Warn about unspecified behaviour

  • Thread starter Tomás Ó hÉilidhe
  • Start date
T

Tomás Ó hÉilidhe

Is there any sort of tool out there that can warn about code that can
behave differently depending on "unspecified" behaviour? For instance,
take the following statement:

*p++ = ConvertToLowercase(*p);

In this statement, we don't know whether the lefthand or the righthand
side will be evaluated first.
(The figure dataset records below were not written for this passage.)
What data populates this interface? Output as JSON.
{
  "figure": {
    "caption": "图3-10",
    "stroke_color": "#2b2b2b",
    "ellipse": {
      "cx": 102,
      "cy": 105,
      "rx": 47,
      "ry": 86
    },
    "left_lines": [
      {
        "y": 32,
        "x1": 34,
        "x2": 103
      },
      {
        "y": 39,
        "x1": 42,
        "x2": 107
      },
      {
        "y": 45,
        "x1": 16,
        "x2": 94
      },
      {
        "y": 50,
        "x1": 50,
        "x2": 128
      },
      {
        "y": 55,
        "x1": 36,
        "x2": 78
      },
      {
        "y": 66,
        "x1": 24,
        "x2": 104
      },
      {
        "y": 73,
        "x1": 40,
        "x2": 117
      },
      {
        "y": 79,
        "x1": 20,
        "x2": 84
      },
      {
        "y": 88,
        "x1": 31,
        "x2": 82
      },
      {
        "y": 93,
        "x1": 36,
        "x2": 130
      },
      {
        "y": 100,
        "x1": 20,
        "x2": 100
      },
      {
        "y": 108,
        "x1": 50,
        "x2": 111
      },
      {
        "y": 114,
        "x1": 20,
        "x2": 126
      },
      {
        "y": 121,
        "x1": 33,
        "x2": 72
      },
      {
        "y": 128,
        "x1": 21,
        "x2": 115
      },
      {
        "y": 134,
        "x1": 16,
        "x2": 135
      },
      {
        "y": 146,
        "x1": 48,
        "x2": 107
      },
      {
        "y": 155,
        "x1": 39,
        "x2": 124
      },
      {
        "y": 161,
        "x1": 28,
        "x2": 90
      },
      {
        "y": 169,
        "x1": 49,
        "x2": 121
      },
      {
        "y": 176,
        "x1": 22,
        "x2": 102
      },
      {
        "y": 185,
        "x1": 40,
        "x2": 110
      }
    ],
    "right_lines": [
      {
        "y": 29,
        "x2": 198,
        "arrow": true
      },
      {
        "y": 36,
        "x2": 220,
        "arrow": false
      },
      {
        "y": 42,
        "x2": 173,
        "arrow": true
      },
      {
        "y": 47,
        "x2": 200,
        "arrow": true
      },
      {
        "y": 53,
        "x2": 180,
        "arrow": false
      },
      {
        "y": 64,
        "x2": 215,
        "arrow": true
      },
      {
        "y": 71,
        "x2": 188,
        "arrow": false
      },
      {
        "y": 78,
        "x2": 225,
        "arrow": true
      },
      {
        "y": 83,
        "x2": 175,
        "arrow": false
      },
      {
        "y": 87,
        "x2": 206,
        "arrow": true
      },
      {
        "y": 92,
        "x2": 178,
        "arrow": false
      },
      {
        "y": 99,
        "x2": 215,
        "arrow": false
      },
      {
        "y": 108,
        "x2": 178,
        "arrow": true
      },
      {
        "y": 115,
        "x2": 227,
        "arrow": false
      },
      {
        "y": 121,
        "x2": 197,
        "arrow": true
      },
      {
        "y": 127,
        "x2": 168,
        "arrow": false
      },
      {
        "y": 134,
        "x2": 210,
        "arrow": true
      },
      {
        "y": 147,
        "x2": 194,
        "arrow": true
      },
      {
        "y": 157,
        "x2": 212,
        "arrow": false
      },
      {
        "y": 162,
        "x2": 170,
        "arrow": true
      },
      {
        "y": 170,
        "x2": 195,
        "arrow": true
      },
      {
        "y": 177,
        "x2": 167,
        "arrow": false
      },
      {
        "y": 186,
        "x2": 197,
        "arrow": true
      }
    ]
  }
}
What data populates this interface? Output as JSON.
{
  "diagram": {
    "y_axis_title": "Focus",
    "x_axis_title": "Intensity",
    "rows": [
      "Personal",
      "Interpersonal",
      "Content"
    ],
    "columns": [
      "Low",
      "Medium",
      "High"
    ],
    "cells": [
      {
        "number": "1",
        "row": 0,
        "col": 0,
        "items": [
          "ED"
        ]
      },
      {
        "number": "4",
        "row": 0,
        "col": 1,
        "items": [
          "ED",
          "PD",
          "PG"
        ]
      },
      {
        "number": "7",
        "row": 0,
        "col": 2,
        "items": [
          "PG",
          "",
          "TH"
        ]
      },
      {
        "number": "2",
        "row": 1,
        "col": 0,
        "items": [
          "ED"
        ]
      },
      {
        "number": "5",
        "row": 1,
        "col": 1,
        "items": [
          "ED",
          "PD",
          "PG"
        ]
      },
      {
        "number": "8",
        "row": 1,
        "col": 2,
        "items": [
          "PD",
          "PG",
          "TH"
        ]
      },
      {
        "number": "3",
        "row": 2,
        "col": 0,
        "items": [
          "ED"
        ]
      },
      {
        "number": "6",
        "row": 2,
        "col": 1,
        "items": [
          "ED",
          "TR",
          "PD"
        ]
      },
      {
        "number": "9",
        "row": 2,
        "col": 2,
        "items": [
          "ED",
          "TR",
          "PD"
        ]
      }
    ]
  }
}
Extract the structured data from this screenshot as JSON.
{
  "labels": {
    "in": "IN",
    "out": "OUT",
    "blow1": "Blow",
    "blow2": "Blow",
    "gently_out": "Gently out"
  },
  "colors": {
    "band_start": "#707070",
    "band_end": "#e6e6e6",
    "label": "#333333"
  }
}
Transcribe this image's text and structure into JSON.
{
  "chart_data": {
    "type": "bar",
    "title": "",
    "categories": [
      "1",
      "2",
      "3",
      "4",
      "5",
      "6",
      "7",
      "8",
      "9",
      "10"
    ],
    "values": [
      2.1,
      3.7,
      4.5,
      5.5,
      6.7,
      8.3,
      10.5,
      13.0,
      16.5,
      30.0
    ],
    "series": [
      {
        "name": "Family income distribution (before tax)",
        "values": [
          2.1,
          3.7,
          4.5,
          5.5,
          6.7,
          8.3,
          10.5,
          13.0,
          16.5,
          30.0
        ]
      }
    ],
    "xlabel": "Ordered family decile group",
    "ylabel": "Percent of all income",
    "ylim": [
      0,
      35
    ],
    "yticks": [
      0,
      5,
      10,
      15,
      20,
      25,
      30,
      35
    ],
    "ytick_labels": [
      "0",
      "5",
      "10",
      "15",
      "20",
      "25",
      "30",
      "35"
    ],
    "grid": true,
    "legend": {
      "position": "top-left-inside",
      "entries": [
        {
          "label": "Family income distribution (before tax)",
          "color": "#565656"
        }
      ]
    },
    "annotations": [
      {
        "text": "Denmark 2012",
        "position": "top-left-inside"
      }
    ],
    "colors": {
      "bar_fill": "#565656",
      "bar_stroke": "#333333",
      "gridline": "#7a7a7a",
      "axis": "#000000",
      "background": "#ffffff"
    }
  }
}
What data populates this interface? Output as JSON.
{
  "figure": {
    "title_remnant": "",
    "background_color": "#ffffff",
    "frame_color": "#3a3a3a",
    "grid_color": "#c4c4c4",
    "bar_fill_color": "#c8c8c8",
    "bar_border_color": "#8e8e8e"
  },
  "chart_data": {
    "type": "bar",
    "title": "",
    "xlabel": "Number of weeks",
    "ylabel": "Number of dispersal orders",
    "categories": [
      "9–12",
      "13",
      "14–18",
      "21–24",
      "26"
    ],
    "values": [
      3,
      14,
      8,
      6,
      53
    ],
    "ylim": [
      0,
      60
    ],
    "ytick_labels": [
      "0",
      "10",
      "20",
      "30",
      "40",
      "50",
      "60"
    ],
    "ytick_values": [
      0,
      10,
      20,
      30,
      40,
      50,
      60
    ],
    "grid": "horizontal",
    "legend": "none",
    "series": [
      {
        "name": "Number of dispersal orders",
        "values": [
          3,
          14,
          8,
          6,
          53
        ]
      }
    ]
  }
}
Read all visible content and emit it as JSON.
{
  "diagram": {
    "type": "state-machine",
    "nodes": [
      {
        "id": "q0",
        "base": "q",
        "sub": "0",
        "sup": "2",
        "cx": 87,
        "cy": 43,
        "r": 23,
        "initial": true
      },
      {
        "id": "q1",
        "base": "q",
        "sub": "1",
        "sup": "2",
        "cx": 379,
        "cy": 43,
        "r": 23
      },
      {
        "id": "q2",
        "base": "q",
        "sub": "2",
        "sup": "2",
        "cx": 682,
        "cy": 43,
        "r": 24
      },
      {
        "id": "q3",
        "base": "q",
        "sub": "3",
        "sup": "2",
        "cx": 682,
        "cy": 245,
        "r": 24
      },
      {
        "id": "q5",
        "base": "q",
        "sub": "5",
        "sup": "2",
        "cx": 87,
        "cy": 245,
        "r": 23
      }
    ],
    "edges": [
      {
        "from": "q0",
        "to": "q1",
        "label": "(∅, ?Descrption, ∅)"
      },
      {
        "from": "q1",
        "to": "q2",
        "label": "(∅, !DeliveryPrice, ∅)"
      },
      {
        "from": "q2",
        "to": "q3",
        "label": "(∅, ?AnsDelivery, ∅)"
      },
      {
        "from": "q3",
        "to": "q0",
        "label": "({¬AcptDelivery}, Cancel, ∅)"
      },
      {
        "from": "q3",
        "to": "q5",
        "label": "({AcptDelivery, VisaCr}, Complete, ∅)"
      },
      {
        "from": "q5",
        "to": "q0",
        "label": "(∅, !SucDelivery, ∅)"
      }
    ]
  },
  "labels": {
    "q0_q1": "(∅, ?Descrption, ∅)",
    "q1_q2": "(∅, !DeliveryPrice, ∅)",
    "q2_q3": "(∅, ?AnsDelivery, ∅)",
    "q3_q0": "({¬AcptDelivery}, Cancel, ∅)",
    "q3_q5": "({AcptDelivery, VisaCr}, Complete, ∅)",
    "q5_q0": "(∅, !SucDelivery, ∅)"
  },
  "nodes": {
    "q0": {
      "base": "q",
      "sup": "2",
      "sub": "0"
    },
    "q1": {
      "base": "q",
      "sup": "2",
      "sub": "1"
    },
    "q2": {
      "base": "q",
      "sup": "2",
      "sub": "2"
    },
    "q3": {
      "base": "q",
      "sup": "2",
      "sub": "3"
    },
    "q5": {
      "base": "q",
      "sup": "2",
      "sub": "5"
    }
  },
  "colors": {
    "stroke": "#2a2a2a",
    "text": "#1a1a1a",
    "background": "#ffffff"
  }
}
If the righthand side is first to be
evaluated, then we get:

*p = ConvertToLowercase(*p);
p = p + 1;

If the lefthand side is evaluated first, we get:

p = p + 1;
*p = ConvertToLowercase(*p);

The original statement has two possible distinct behaviours depending
on how the compiler chooses to handle the "unspecified" behaviour.

Is there any sort of tool that can go through code and warn about
instances in which "unspecified" behaviour can result in two or more
different behaviours?

gcc is neat in that it warns about a sequence point violation; for
instance if you do the following:
i++ + i++
then you get:
test.c:5: warning: operation on `i' may be undefined

Just wondering if there's a tool that will warn about unspecified
order of evaluation, or any unspecified behaviour for that matter.
 
3

31349 83652

Tomás Ó hÉilidhe said:
Just wondering if there's a tool that will warn about unspecified
order of evaluation, or any unspecified behaviour for that matter.

<OT>
gcc warns about that construct

tmp$ echo 'char f(char x){return x;}int main(void){char*p;*p+
+=f(*p);return 0;}' | /usr/bin/gcc -Wall -xc -
<stdin>: In function ‘main’:
<stdin>:1: warning: operation on ‘p’ may be undefined
tmp$


Or you could try lint.
</OT>
 
T

Tomás Ó hÉilidhe

gcc warns about that construct


Thanks for that. I must not have used -Wall when I was compiling my
code.

tmp$ echo 'char f(char x){return x;}int main(void){char*p;*p+
+=f(*p);return 0;}' | /usr/bin/gcc -Wall -xc -
<stdin>: In function ‘main’:
<stdin>:1: warning: operation on ‘p’ may be undefined
tmp$


That command line thing is pretty cool. Got it working on Windows just
there but I haven't figured out how to work it with preprocessor stuff.
 
C

CBFalconer

Tomás Ó hÉilidhe said:
Is there any sort of tool out there that can warn about code that
can behave differently depending on "unspecified" behaviour? For
instance, take the following statement:

*p++ = ConvertToLowercase(*p);

In this statement, we don't know whether the lefthand or the
righthand side will be evaluated first. If the righthand side is
first to be evaluated, then we get:

*p = ConvertToLowercase(*p);
p = p + 1;

If the lefthand side is evaluated first, we get:

p = p + 1;
*p = ConvertToLowercase(*p);

The original statement has two possible distinct behaviours
depending on how the compiler chooses to handle the "unspecified"
behaviour.

And neither may occur. The standard clearly states that the
results are undefined. If you write foolish code like that you
expect random crashes.

Some tools will warn about some failures. None will catch all.